July 27, 2005

Androids in Japan

Japan is kicking some serious butt in the Robotics area, particularly in the humanoid direction. This report
outlines an interesting humanoid robot named "Repliee Q1" at Osaka University in Japan.

They are using an air compressor to control the movement of the android. All it can do currently is sit.

This is how it starts.

July 25, 2005

Fastest Computers

Recent press info about Japan planning a faster computer than the current IBM "Blue Gene" machine. The Japanese one is planned to run at about 73 times that speed.

The fastest machines are purported to be: Japan currently has the Earth Simulator, at a speed of 35.9 teraflops, which is fourth fastest after two versions of IBM's Blue Gene and NASA's has the "Columbia" system. A top 500 list of the fastest supercomputers, is released at the "International Supercomputing Conference" in Germany.

Moore Slogs Ahead

Meanwhile, Intel says they are starting immediately on a new 300mm wafer fab in Arizona, capable of getting down to a 45nm feature size. For those not following this too closely, 65nm is the current (Q2 2005) high water mark, that all fabs are running towards.

There is a finish line looming on this though, in that we're approaching the point where electrons are too big relative to transistor features, and something else has to come along. This has long been touted as quantum computing. But lately I hear more about bio-transistors. A few labs have something working there. Last I heard was out in Calgary, Canada where someone was doing basic biological cells for transistor functions, probably still just in a petri dish.

Also hearing about 'nano-wires' of various types... but the problem is getting them to grow precisely where you want them. Subltle shifts in position mean the potential semiconductor ends up 'wrong' and you lose the device.

There will be some big breakthroughs in non silicon, non III-IV materials semiconductors soon. Then a bottle of liquid which is your computer won't be far off, simply put a spoon full of sugar in to keep it going.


**EXERCISE DETAILS:**
Leave out the pictures and repeat the entries below verbatim.

Saved data entries:
#####
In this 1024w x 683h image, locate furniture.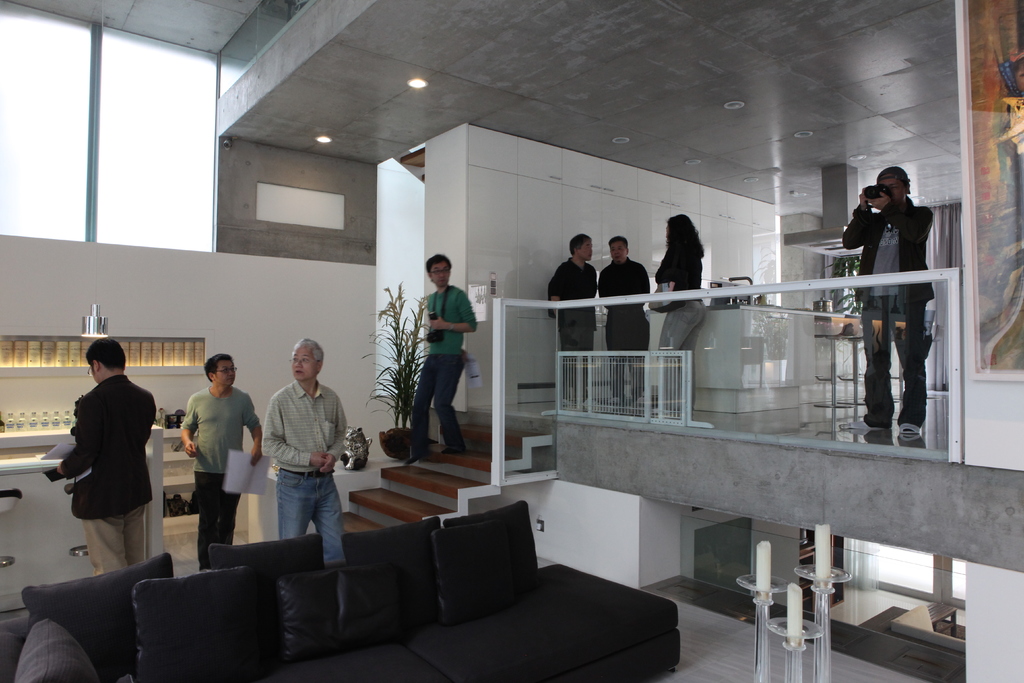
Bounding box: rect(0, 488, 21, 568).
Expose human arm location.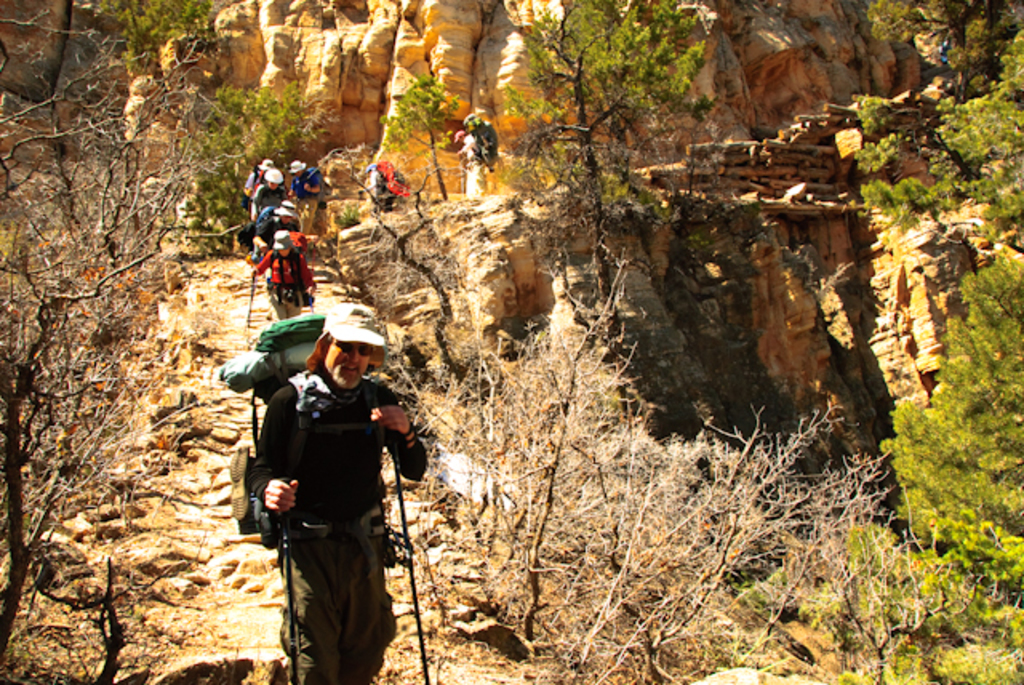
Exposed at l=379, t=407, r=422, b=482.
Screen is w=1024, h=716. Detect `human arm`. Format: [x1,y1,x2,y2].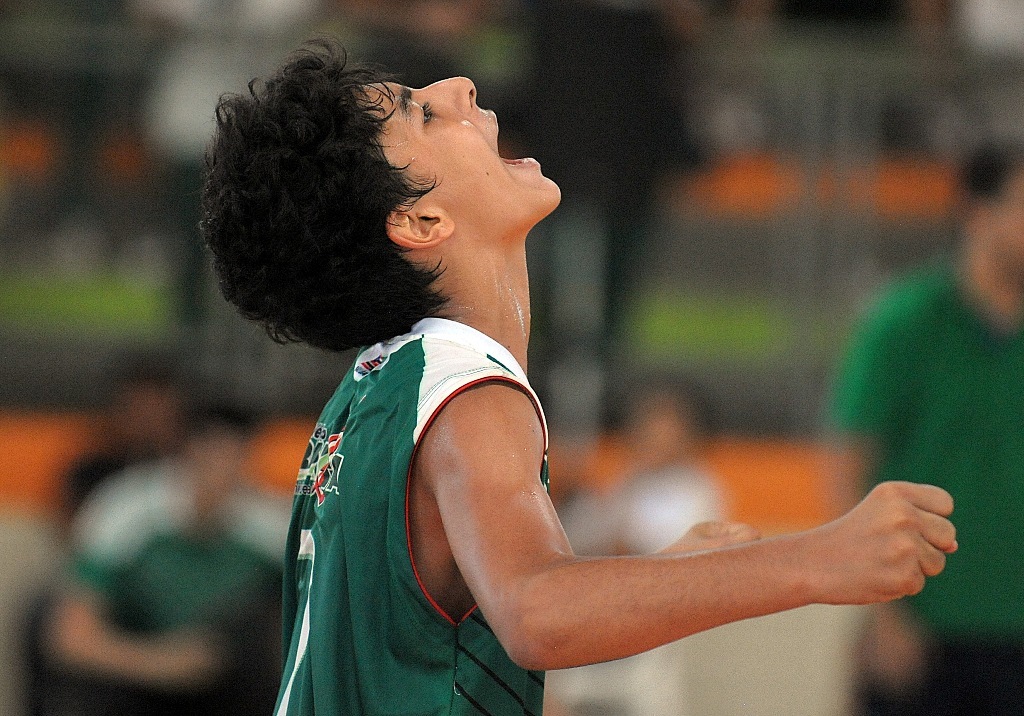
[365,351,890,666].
#####
**TASK SOLUTION:**
In this 1024w x 683h image, locate furniture.
Bounding box: rect(0, 488, 21, 568).
Expose human arm location.
Exposed at l=379, t=407, r=422, b=482.
Screen is w=1024, h=716. Detect `human arm`. Format: [x1,y1,x2,y2].
[365,351,890,666].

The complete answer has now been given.